In the accompanying article they have this fantasy scenario of Trump losing all the free Cruz support once Cruz drops out, which is just a pipe dream. They are dependent on Cruz dropping from the race after March 3rd and Rubio then averaging more than 50% of the vote there on out. If he does this only by March 15, he still loses to Trump. A nice laugh, for sure.
By end of March, we will have Trump as the obvious nominee, but will the GOP establishment accept him as the nominee? Already so many establishment people have come out and endorsed Trump, would the GOP Establishment be destroying the GOP if they pulled some kind of Paul Ryan chairman trick, "I hear a motion to amend the rules and unbind all delegates, is there a second? All in favor? In the opinion of the chair, the ayes have it."
http://www.nytimes.com/interactive/...an-delegate-calculator-how-trump-can-win.html
Set the sliders to the recent poll with Trump at 49%, Rubio at 16%, Cruz at 15%, Carson at 10% and Kasich at 10% and let him have the undecideds too.
http://i2.cdn.turner.com/cnn/2016/images/02/29/rel4a.-.2016.primaries.pdf
This model puts Trump so far ahead by March 23rd he is less than one quarter of the delegates he needs to get the nomination. And since the following states will have a lot of winner take all states, he is unlikely to not gain enough candidates at that point.
In the accompanying article they have this fantasy scenario of Trump losing all the free Cruz support once Cruz drops out, which is just a pipe dream. They are dependent on Cruz dropping from the race after March 3rd and Rubio then averaging more than 50% of the vote there on out.
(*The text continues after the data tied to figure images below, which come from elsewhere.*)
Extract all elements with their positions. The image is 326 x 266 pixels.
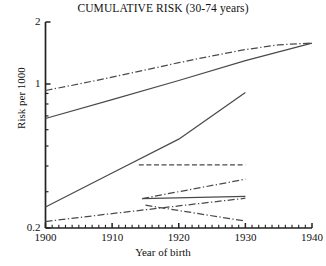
series-line-upper-dashdot-long xyxy=(46,43,313,90)
series-line-short-dashdot-declining xyxy=(145,205,245,221)
series-layer xyxy=(46,43,313,221)
series-line-short-solid-flat xyxy=(142,196,245,198)
series-line-upper-solid-long xyxy=(46,43,313,118)
axes xyxy=(46,22,313,228)
plot-area xyxy=(0,0,326,266)
series-line-lower-dashdot-long-rising xyxy=(46,198,246,221)
series-line-short-dashdot-rising xyxy=(142,179,245,198)
chart-root: CUMULATIVE RISK (30-74 years) Risk per 1… xyxy=(0,0,326,266)
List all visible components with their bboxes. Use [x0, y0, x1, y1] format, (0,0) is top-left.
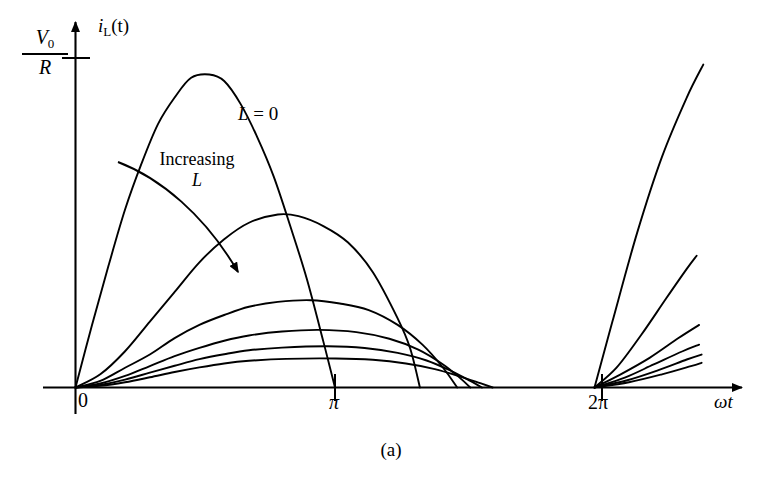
y-axis-label: iL(t)	[98, 16, 129, 38]
fraction-denominator: R	[22, 56, 68, 79]
axis-ticks	[62, 58, 602, 401]
figure-caption: (a)	[0, 440, 782, 459]
increasing-line2: L	[149, 171, 245, 189]
curve-6-segment-1	[76, 358, 493, 387]
increasing-line1: Increasing	[160, 149, 235, 169]
curve-family	[76, 65, 704, 388]
curve-1-segment-2	[595, 65, 704, 388]
figure-root: iL(t) V0 R 0 π 2π ωt L = 0 IncreasingL (…	[0, 0, 782, 480]
x-axis-label: ωt	[714, 392, 733, 411]
curve-4-segment-2	[595, 345, 700, 388]
curve-1-segment-1	[76, 74, 336, 387]
annotation-increasing-l: IncreasingL	[149, 150, 245, 189]
fraction-bar	[22, 53, 68, 55]
x-tick-label-pi: π	[329, 392, 339, 412]
y-tick-label-v0-over-r: V0 R	[22, 26, 68, 79]
fraction-numerator: V0	[22, 26, 68, 52]
x-tick-label-0: 0	[78, 390, 88, 410]
curve-label-l-equals-0: L = 0	[238, 104, 278, 123]
plot-canvas	[0, 0, 782, 480]
x-tick-label-2pi: 2π	[588, 392, 608, 412]
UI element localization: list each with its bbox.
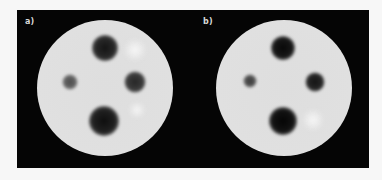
lesion-right: [306, 73, 325, 92]
lesion-top: [92, 35, 118, 61]
lesion-left: [63, 75, 78, 90]
hot-region: [122, 39, 148, 61]
panel-label: a): [25, 17, 34, 26]
phantom-figure: a) b): [17, 10, 369, 168]
panel-b: b): [195, 10, 369, 168]
panel-a: a): [17, 10, 195, 168]
hot-region: [301, 109, 325, 131]
lesion-left: [244, 75, 257, 88]
lesion-top: [271, 36, 295, 60]
lesion-right: [125, 72, 146, 93]
lesion-bottom: [269, 107, 297, 135]
lesion-bottom: [89, 106, 119, 136]
panel-label: b): [203, 17, 213, 26]
hot-region: [128, 102, 146, 118]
If he does this only by March 15, he still loses to Trump. A nice laugh, for sure.
By end of March, we will have Trump as the obvious nominee, but will the GOP establishment accept him as the nominee? Already so many establishment people have come out and endorsed Trump, would the GOP Establishment be destroying the GOP if they pulled some kind of Paul Ryan chairman trick, "I hear a motion to amend the rules and unbind all delegates, is there a second? All in favor? In the opinion of the chair, the ayes have it."